Malware Metastasizes



[caption id="" align="alignleft" width="230" caption="Malware Metastasizes"]Malware Metastasizes[/caption]



A few days ago I wrote about a 60 million Euro cyberheist. I have been digging into this a bit more, as it's the most advanced attack yet. Cybercrime is not revolutionary, it clearly builds upon itself in an evolutionary process. Well, malware has metastasized and moved up into the cloud.



Up to now, malware lived on the PC itself in its entirety. All the code was run locally on the workstation, and it communicated only with the mothership to send stolen data, whether that be keystrokes, files, credit card numbers or any other confidential data.



But now, the bad guys have upped the game and rewrote their malware architecture from the ground up. It's almost like they took a page from the antivirus playbook and cut down their own bloatware to a small, lightweight agent (that the bad guys can hide easily), with the real processing being done on a server in the cloud.



So how this works is as follows. The attacks start off with a phishing email, usually pretending to be from the victim's bank and social engineering them to change their account password which is not that hard. Next, in early versions, the Zeus or SpyEye trojans would be downloaded to the workstation. No more, only a tiny bit of malware is put on the workstation and now the actual attack is coming from the cloud. Yikes.



When the victim logs into their bank site, the malware uses web-inject code to throw up a page that looks just like the victims bank web page. But what happens behind the scenes and invisible to the victim is that the malware server starts transferring money from the victim's account to the criminal's account, with all the work being done on the criminal's cloud server that usually sits at an Internet Service Provider which is owned by the criminal network.



And quite a bit of work is being done. The attack takes the log-in from the PC and redirects it to the server in real-time and does all the transactions in the bank account. It can even circumvent two-factor authentications where the victim has a card they need to swipe to get into the account. Double yikes.



The malware on the workstation is relatively small, simple and does not need to be updated for the next attack, as the updates can happen on the server side. This makes the attack more agile and scalable. Once that new, lightweight malware agent infects the user's workstation, that machine can be used for a multitude of criminal activities.



Note that all this still begins with a phishing attack which makes it all the more important that end-users urgently need to be getting comprehensive Security Awareness Training.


Exercise prompt: Please write out each entry below exactly as given.

Data provided:
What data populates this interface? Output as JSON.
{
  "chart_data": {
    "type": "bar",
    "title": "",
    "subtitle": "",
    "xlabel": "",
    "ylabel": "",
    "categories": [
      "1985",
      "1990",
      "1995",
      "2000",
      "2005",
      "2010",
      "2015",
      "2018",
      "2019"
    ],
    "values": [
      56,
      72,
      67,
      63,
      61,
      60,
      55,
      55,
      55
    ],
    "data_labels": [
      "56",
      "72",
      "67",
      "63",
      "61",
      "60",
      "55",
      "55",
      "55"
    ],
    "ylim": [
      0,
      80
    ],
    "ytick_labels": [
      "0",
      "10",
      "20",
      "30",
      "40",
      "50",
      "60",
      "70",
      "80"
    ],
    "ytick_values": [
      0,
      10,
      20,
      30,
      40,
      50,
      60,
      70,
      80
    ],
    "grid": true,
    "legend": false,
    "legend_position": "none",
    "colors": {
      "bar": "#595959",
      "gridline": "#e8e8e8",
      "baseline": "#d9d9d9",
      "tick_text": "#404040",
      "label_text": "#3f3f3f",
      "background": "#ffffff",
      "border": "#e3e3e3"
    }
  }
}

Problem solution:
What data populates this interface? Output as JSON.
{
  "chart_data": {
    "type": "bar",
    "title": "",
    "subtitle": "",
    "xlabel": "",
    "ylabel": "",
    "categories": [
      "1985",
      "1990",
      "1995",
      "2000",
      "2005",
      "2010",
      "2015",
      "2018",
      "2019"
    ],
    "values": [
      56,
      72,
      67,
      63,
      61,
      60,
      55,
      55,
      55
    ],
    "data_labels": [
      "56",
      "72",
      "67",
      "63",
      "61",
      "60",
      "55",
      "55",
      "55"
    ],
    "ylim": [
      0,
      80
    ],
    "ytick_labels": [
      "0",
      "10",
      "20",
      "30",
      "40",
      "50",
      "60",
      "70",
      "80"
    ],
    "ytick_values": [
      0,
      10,
      20,
      30,
      40,
      50,
      60,
      70,
      80
    ],
    "grid": true,
    "legend": false,
    "legend_position": "none",
    "colors": {
      "bar": "#595959",
      "gridline": "#e8e8e8",
      "baseline": "#d9d9d9",
      "tick_text": "#404040",
      "label_text": "#3f3f3f",
      "background": "#ffffff",
      "border": "#e3e3e3"
    }
  }
}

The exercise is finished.